The multiple suspect murder plot was done to perfection on the old full-time mystery soap Edge of Night. But the plot technique only became really popular on other soaps around the time they expanded from a half to a full hour and their casts burgeoned with many characters of whom to make suspects.
 
The “Who Shot J.R?” phenomenon on Dallas made the multiple suspect plot even more popular on daytime soaps. But as storytelling has vastly changed in the last decade, due to faster pacing and excessive emphasis on sweeps month mega-events, the traditional multi-suspect murder story has become a much harder one to tell effectively.
 
Take the recent The Bold and the Beautiful “Who shot Stephanie?” storyline on CBS. In soaps a decade ago, this story would have lasted a good part of a year. But B&B told it accelerated style in three months.
 
Members of the old Logan family--Katie, Donna, Storm, Stephen--were specially brought back for this story, and mostly swept out like old dust the moment it was over. At first the wrong person went to jail (Stephen); then it was revealed Storm was the shooter. Who cares about him? He's far from a regular character on the show! (Anyone who remembers William de Vry as rapist Michael Cambias on All My Children knows he has the word "weasel" carved into his forehead.) 
 
Those who love Steph (played by soap vet Susan Flannery) know she could never die, due to the sheer weight of her Stalin-esque personality. “Dead” Steph will always regenerate à la Arnold Schwarzenegger's Terminator!
 
The whole “Who shot Stephanie?” storyline, I theorize, was a big excuse for the show to avoid an exploration of the extra-perverse mother-in-law Steph-sponsored rape of Brooke.
 
And take the rather discombobulated “serial” murder story on ABC’s General Hospital happening over the last six months, with victims such Leticia, Emily, Georgie and now (maybe) Coop. Overall this is supposed to be called the “TMK murder.” Whenever I see those initials I think of a cough medicine. It actually stands for the “Text Messenger Killer.” Huh? 
 
The scattered way the murders have been committed doesn't register that these horrific killings are related. Most of the murders were sweeps month headlines. The entire "story" has no urgency at all and no narrative drive. And lots of red herrings.
 
Who is the TMK? I'm personally convinced the real killer is Bob Guza. What other soap head writer is misogynistic enough to kill off lovely young women like Georgie and Emily who had their whole lives in front of them?
 
Every multiple suspect murder mystery done in the last few years has had serious problems. The Spencer Truman murder on One Life to Live stretched out over a year and a half until no one cared who did it anymore. Convicted “murderess" Lindsey did a little time in St. Ann's Asylum and has now been ordered by the court to live with her legal guardian and former lover Bo. That's punishment?
 
On The Young and the Restless, Jenna killed Carmen but got out of jail in record time when it was discovered she has a brain tumor. Why should viewers hang in there during long murder stories when the criminal is caught but never punished?
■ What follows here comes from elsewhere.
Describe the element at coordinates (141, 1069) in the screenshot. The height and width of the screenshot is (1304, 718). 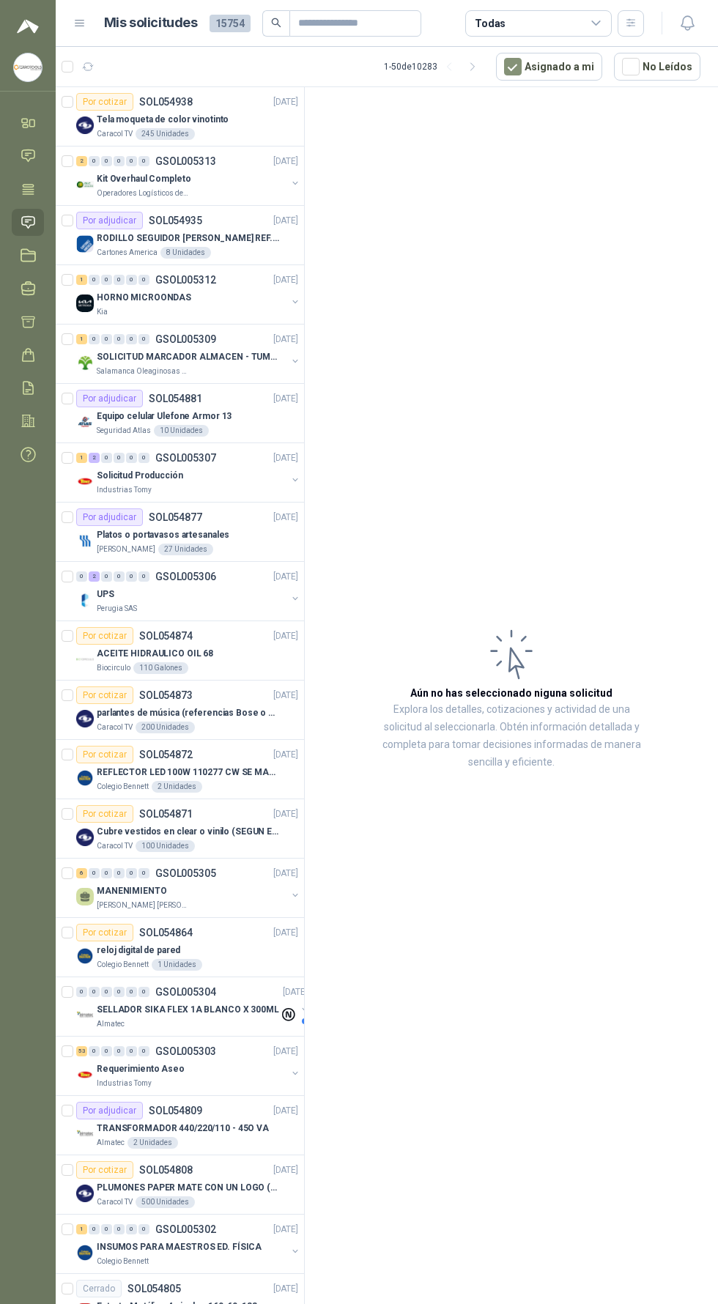
I see `p: Requerimiento Aseo` at that location.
Does committing anti-social acts on soaps have any consequences anymore? You thinking fans know the answer to that: No!
 
Right now, As The World Turns is launching yet another multiplesuspect murder story: Who killed Dusty Donovan? It should be interesting because we've all known Dusty since he was a baby-faced teenager. But last night, a friend phoned and told me that an actor who played the minor role of Evan Walsh on the show, Ryan Serhant, had posted on his own personal Web site several weeks before the crime was solved on screen that his character is the killer. And that there are advance photos of the murderer with the victim on the Internet to prove it!
 
Why should a viewer even bother to continue to watch the show? Multiple suspect soap murders are a sham when the key element of suspense is completely eliminated.